Outside validation. While telling the world you've solved a problem is helpful, it's more powerful when you can point to outside validation for the solution. This took the form of a press release showing we had earned a $5-million success milestone from our corporate partner for excellent preclinical efficacy based on successful drug delivery. We made the press release as detailed as we could so that our success was displayed as a standalone item. There are other options for credibility, including peer-reviewed publication, but regardless, this third item is key when you again begin to talk about your story. Outside party validation is essential to getting people to pay attention.

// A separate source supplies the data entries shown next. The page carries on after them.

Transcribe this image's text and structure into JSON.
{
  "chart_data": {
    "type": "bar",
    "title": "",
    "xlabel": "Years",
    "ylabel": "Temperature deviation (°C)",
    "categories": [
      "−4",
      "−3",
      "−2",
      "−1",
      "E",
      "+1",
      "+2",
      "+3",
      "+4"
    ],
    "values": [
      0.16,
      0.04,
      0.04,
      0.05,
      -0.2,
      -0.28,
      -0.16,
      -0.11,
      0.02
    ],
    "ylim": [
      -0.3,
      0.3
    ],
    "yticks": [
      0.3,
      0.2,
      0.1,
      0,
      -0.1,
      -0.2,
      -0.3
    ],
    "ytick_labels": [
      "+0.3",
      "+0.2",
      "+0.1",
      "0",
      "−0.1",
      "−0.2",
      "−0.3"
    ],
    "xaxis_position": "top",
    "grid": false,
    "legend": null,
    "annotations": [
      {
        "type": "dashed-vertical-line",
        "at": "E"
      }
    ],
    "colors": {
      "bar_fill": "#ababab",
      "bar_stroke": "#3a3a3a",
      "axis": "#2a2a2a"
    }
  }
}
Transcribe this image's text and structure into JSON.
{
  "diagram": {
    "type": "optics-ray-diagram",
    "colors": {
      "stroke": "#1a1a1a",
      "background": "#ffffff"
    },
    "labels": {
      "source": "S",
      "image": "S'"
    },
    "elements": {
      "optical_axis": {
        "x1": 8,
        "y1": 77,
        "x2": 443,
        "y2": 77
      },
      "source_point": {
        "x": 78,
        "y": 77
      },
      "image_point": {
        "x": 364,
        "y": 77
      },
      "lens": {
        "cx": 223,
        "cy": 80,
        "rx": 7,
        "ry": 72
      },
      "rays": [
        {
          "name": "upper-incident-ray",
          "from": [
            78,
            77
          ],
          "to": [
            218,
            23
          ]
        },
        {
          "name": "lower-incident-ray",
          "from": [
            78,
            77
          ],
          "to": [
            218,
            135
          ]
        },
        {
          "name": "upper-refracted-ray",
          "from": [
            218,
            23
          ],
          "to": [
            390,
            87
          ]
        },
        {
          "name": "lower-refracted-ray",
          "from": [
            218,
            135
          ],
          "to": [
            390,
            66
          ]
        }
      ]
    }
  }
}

Also, remember to keep partners and investors well-informed. They will better weather the storm with you if you provide them with a steady stream of fact-based news about your progress.

You should also take care to avoid infighting with other enterprises in your field (Box 2), but there was a final way in which we chose to set ourselves apart from the negative feeling around RNAi—we focused on a particular oncology indication. When we re-emerged, we made sure to link our message back to our oncology focus, as it both highlights our competitive advantage and ties directly into our solution to the core drug delivery issue. As many biotech companies have demonstrated over the years, oncology offers a wealth of opportunity to those clever enough to approach it in a new way. Effective new cancer medications command high reimbursement levels and can qualify for accelerated approvals. Those qualities, in turn, motivate big pharma to go after partnerships with small companies, sometimes aggressively. No wonder we have seen big splashes made by companies pursuing cancer stem cells (OncoMed of Redwood City, California, and Verastem of Cambridge, Massachusetts), previously unknown aspects of cancer cell metabolism (Agios of Cambridge, Massachusetts) or use of new chemistries (Avila Therapeutics, now owned by Celgene, of Summit, New Jersey).

With its RNAi technology, Dicerna can generate new first-in-class oncology therapeutics by taking well-understood 'undruggable' targets and generating drugs against them. Additionally, tumors are a tissue in which we believe we can solve the RNAi delivery problem. Although RNAi could, in principle, be used against any target, the competitive advantage of the technology lies in making drugs against undruggable targets. Some of these heretofore undruggable targets, such as MYC and the RAS family, have been understood as key oncogenic drivers for, literally, decades. They are frequently mutated, and the fact that they were originally found in tumor viruses means that evolution has already selected them as the most powerful tumor drivers. Although there is some risk that these targets will not yield the clinical impact that research suggests they should, assuming that risk is part of embracing the competitive advantage of our technology. In doing that, we are making sure that when we succeed with our technology, we will have accomplished something important. That is a message we needed the world to hear, again, when we broke our silence.

Re-emergence

In the year after the flood of bad news in the RNAi field, we assembled our data, articulated our model and generated the validation we needed to re-emerge and drive a new 'RNAi is back' meme. And it is working. New potential partners are paying attention and doing diligence, and investor interest has returned to the field. Stock prices are up. With our re-emergence, the sophisticated nature of our key audience—a few dozen pharmaceutical executives and investors, as well as clinical investigators—works in our favor. When we show them the parts and then show them that we have an answer for each part, then all they want is to see our data. That is just where we want them.